Angela Carter, ARNP, PMHNP-BC is currently completing her Doctor of Nursing at Vanderbilt University. She received her Master’s degree at the University of Washington School of Nursing, and her post-MSN at Maryville University. She is in her 2nd year of serving psychiatric patients ages 16 years and above at the Helping Hearts Advanced Psychiatry Clinic, PLLC with various mental health care needs. She was an Adjunct Professor at the Seattle University from 2013-2019. She has advanced skills in telepsychiatry practice and is in interested in incorporating the collaborative care model into current practice.

Julie Christiansen, ARNP

Julie Christiansen, ARNP is currently working as a psychiatric consultant in a primary care setting at CHAS Health, a community health organization based in Spokane. She splits her time between an urban clinic in the downtown corridor with a large homeless population in Spokane as well as a small rural community in Deer Park. Her daily panel is a mix of initial intakes, consultations with primary care providers and follow up appointments. One of the most satisfying aspects of the practice is the opportunity to work with complex, treatment resistant patients when they experience an improvement in function. The volume and complexity of patients keeps the day interesting.
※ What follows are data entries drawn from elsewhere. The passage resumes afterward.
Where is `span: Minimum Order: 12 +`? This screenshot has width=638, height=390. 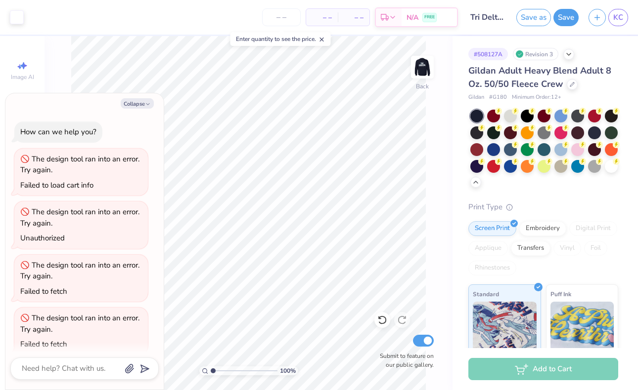 span: Minimum Order: 12 + is located at coordinates (536, 97).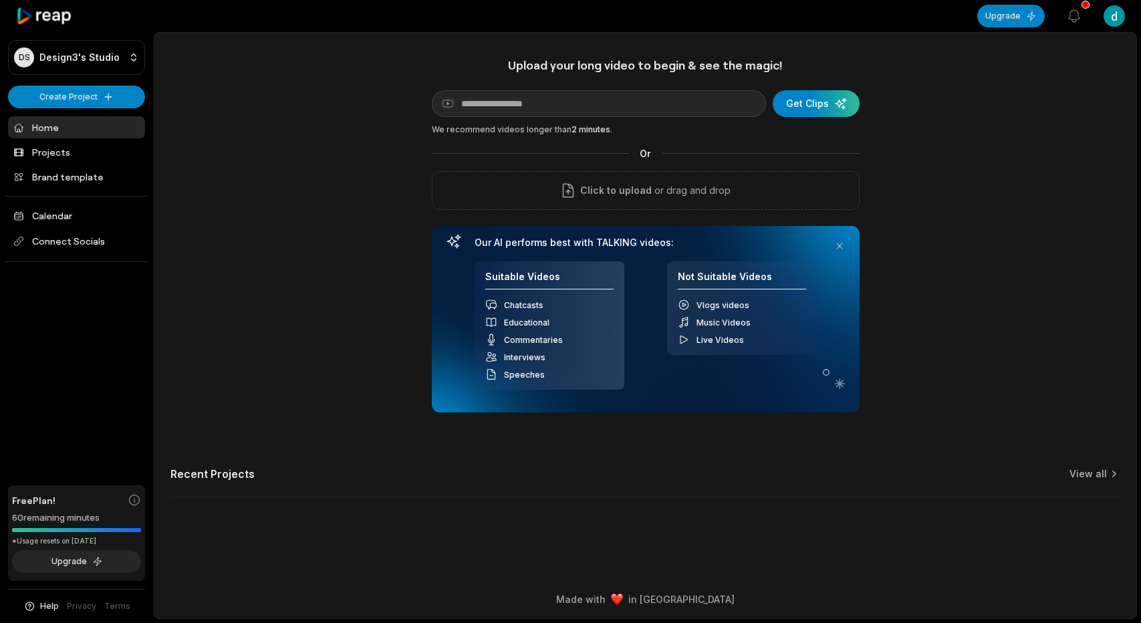  Describe the element at coordinates (76, 176) in the screenshot. I see `a: Brand template` at that location.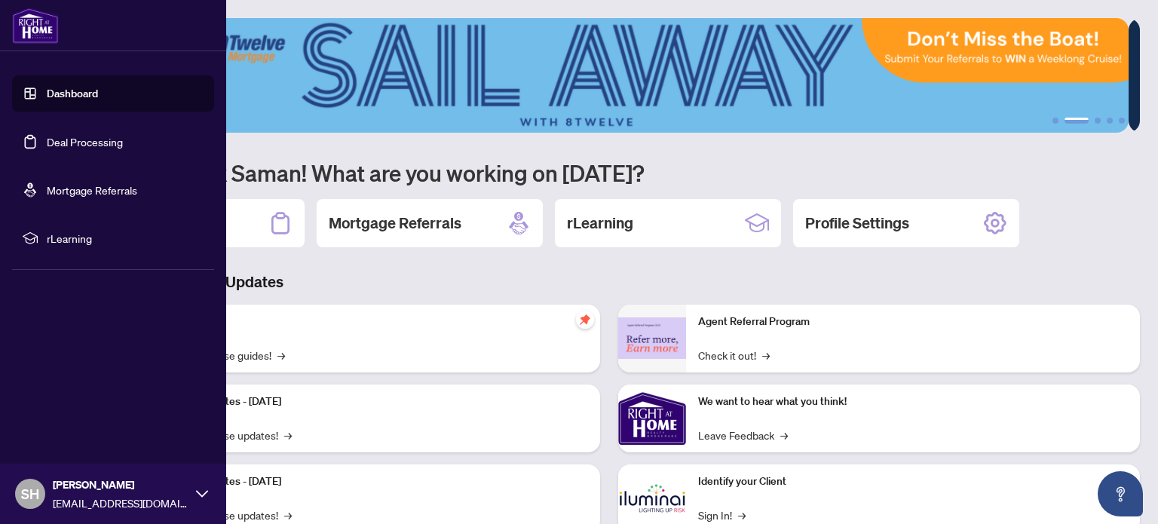 This screenshot has height=524, width=1158. I want to click on button: 3, so click(1098, 121).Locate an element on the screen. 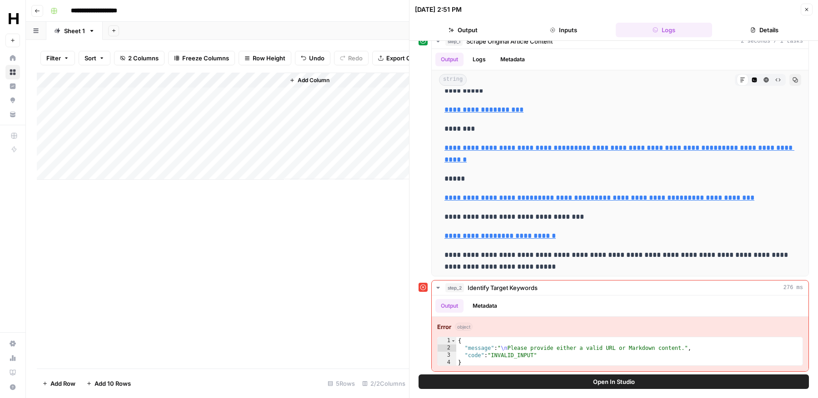 This screenshot has height=398, width=818. div: 3 is located at coordinates (446, 356).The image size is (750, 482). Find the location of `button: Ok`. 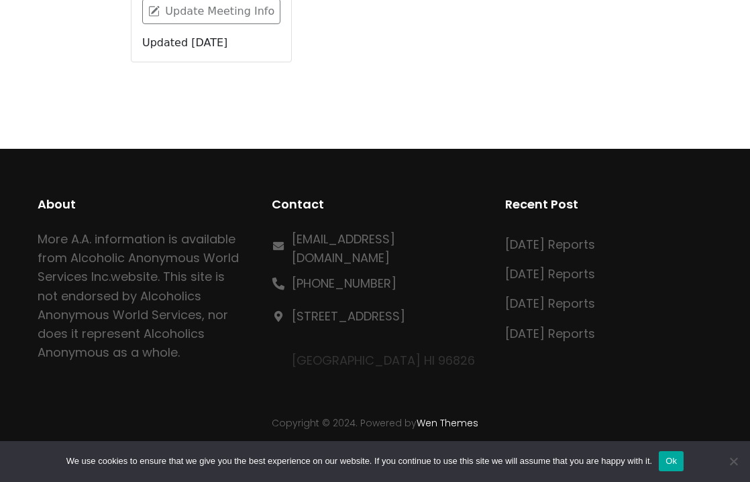

button: Ok is located at coordinates (671, 462).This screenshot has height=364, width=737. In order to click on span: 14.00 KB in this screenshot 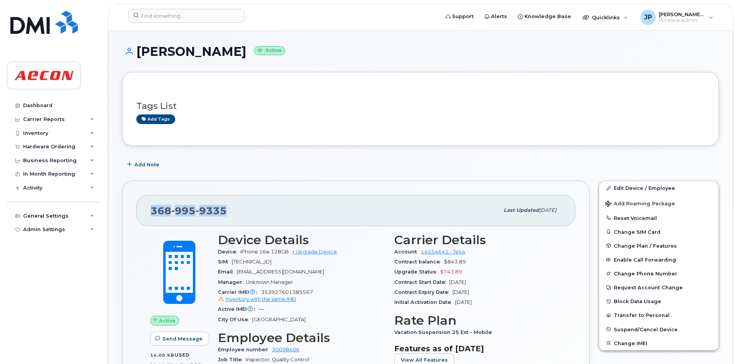, I will do `click(162, 355)`.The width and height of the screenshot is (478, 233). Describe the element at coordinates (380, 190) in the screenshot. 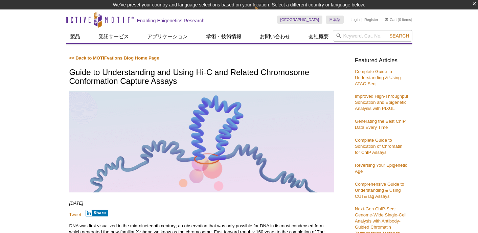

Integrated care at CHAS Health has the potential to improve mental health outcomes in the primary care setting. CHAS Health’s Market Street clinic currently has a modified integrated care practice with a strong psychiatric consultant based there. One goal for Ms.Christiansen is becoming better equipped to implement a more integrated approach to psychiatric services at CHAS Health’s downtown and Deer Park clinics. She looks forward to learning skills related to providing psychiatric consultation to primary care providers who are resistant to change from “usual practice”.

Five years from now, she would like to see an established integrated care model at CHAS Health across all clinics, allowing increased access to psychiatry services in the primary care setting.

Tamra Johnson, PMHNP

Tamra Johnson, ARNP, PMHNP-BC is a Psychiatric Mental Health Nurse Practitioner at Woman’s Health Care Center, at UW Medical Center – Roosevelt.  She provides mental healthcare services for individuals ages 13 and older and works collaboratively with the primary care providers, obstetrics and gynecology providers, specialty healthcare providers, and MSWs, to provide a “team-based” approach to wellness.  

Ms. Johnson is interested in collaborative and integrated healthcare because she is passionate about everyone having an opportunity to have access to psychiatric care and believes that collaborative and integrated healthcare is the pathway to achieve this. She appreciates being a part of the primary care, OB/GYN, and specialty care teams, and to be able to provide psychiatric care within the clinic where the patients already feel comfortable and are often well known to their care team.  Through this fellowship, she hopes to gain insight and a greater understanding of how collaborative care can give more patients access to psychiatric care. 

Ms. Johnson chose to participate in this fellowship to increase her knowledge and skill base in providing the collaborative healthcare that she plans to continue to develop and share within the clinic community and eventually, with the community-at-large.  

In 5 years, she hopes to see collaborative care continue to grow in practice and to be more widely accepted and utilized as the standard of care so that everyone that needs psychiatric care can access it.